Exercise description :: When you reach the line in the listing below that contains "Locate an element", begin returning lines exactly as written, and stop after the line that contains "What do you see at coordinates (35, 53)". Return no other lines.

Recorded data ::
☆ ☆ ☆

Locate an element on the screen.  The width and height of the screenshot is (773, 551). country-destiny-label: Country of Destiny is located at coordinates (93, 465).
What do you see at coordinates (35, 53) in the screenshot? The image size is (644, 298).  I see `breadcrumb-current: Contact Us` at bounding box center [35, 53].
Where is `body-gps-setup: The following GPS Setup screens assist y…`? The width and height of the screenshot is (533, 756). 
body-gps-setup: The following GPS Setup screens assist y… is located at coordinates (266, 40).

☆ ☆ ☆

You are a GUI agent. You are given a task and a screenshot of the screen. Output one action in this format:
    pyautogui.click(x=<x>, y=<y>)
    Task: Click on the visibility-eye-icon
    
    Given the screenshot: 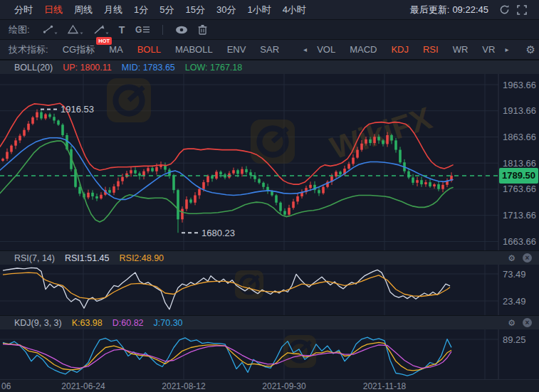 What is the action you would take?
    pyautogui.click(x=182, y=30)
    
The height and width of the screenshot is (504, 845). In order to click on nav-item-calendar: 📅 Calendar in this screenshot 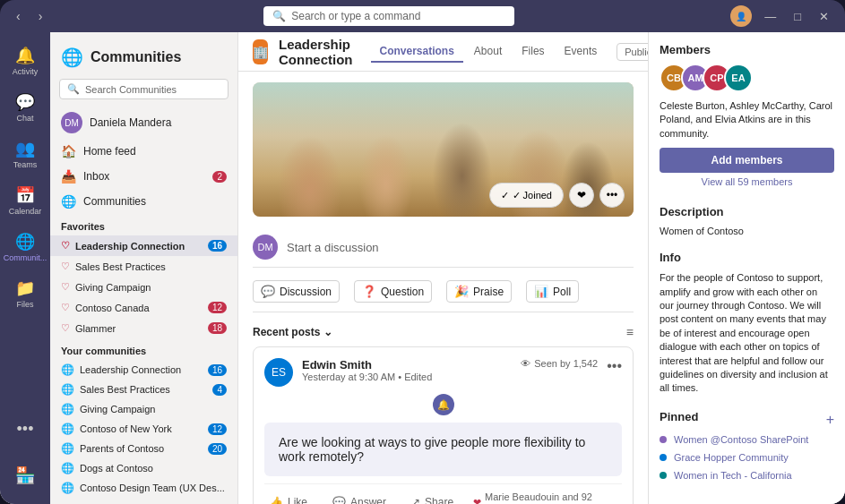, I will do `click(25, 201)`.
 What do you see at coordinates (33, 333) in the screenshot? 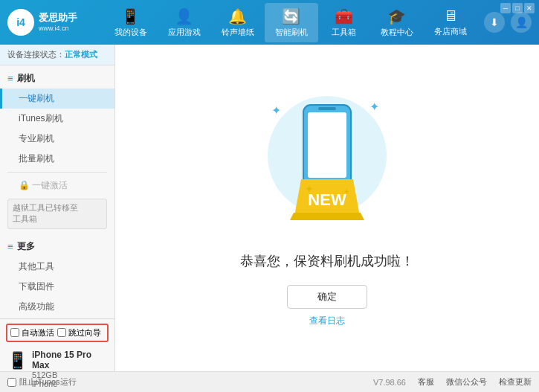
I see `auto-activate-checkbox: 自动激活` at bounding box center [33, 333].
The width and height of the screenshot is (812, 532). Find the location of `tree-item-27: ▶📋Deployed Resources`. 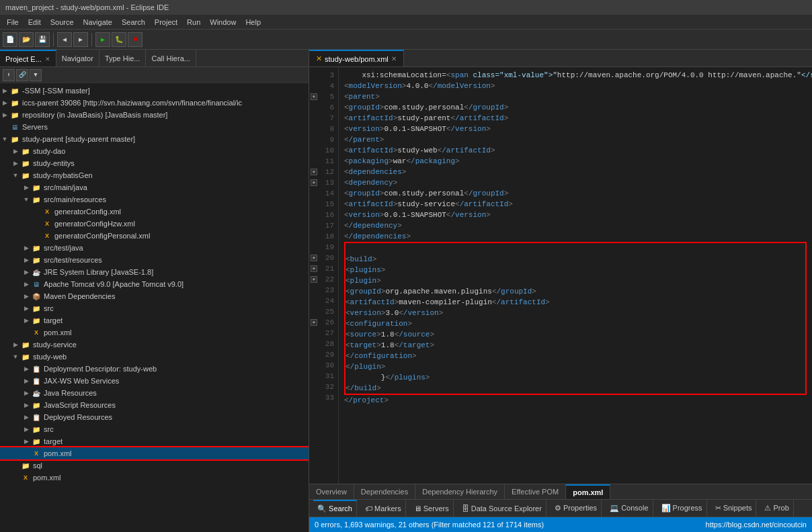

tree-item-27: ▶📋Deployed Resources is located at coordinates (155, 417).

☆ ☆ ☆

Answer to this task ::
Locate an element on the screen.  The width and height of the screenshot is (773, 551). country-destiny-label: Country of Destiny is located at coordinates (93, 465).
What do you see at coordinates (35, 53) in the screenshot? The image size is (644, 298).  I see `breadcrumb-current: Contact Us` at bounding box center [35, 53].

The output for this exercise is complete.